Thursday, July 13, 2006

Well Fed Fledges? Talk about enjoying your food.


Note the pinpoint pupils, a Bacchanale in the making.


The Fledges look like they eat with an incredible internalized focus. Still under their parent's vigil, they look utterly absorbed with the sensation of food and passionate about it to boot.


And when the other fledge nears, eating becomes almost an ecstasy of gobbling. Even the primary feathers must be ingested.

Just a reminder via John Blakeman about what rare opportunities we have in NYC in the hawk activities we're able to observe and even sometimes, take almost for granted.

Donna,

Your verbal and photographic descriptions today of the young red-tail hunting indicate that the bird has plenty to eat. If it were really hungry, it would have been leaning over with an intense hunting look on its face. It would have pounced. The bird is well-fed.

Let me say that you are observing things I've never been able to discover out here. In June and July, our wild, rural fledged eyasses do just what you are watching. But our birds are in expansive, remote woodlots, usually 25 to 50 acres. The young birds also fly around between the woodlots. I can see them go in there, and I could walk in myself to try to see what they are up to, but because they don't see humans walking around beneath (unlike everywhere in NYC), the young birds I want to study just fly off a few hundred yards further into the forest and park themselves quietly in the foliage, often completely undiscovered.
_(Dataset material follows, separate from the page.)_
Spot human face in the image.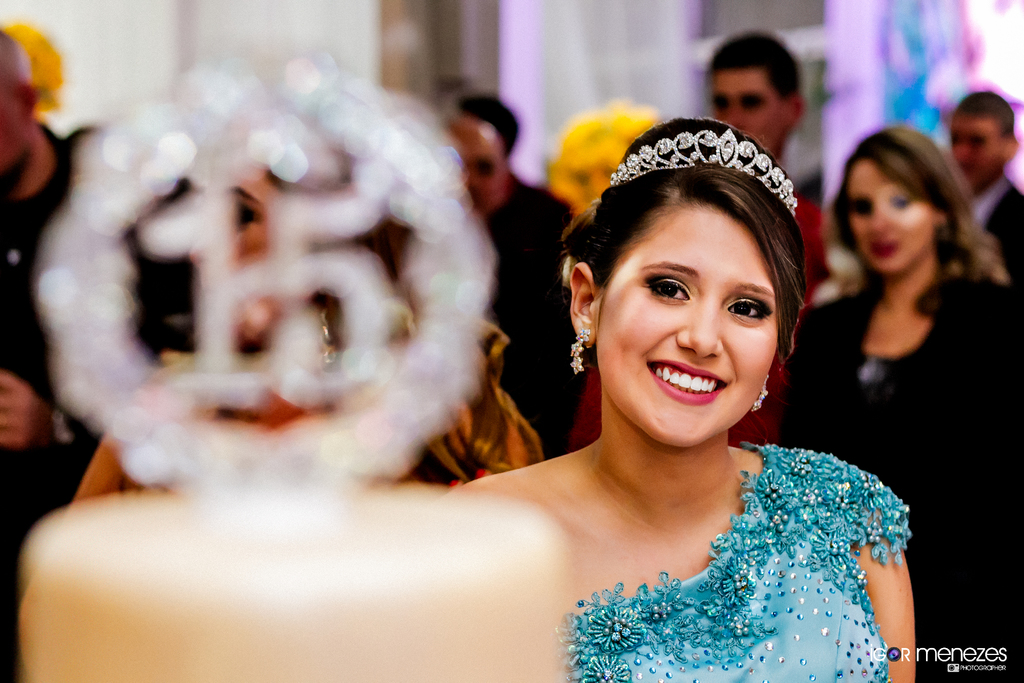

Your birds apparently pay little attention to observing people. You have -- of all places, in Manhattan -- the unique opportunity to watch young red-tails learn to hunt on their own. I get only glimpses of this out here in the rural wilds. There in the City, you are seeing it first hand and in detail. Great stuff. My thanks.

--John Blakeman

As to just how well fed these youngsters are goes to the heart of an observation that was related to me recently. Robert Schmunk, uptown hawkwatcher, and Susan of the red hair and bicycle observed something not long ago, that after seeing growing Red-tails wolf down prodigious amounts of food, I thought them basically bottomless pits, that I didn't think possible. Fledges are some serious eaters.

One of the divine parents dropped a pigeon off and the fledge that was the stronger flyer made it to the food first. But instead of tearing into it as usual while the the second fledge begged and bobbled his way over to the drop off site, the first fledgling just sort of pushed the prey around. Robert and Susan began to wonder what was going on. Was the fledge ill?

Eventually Youngest made it over to the prey and with no todo whatsoever was given access and ate for a full half hour. That's one big pigeon.

We've come to believe that wonder of wonders, the youngster was just too full to choke down another morsel. That's a well fed Fledgling.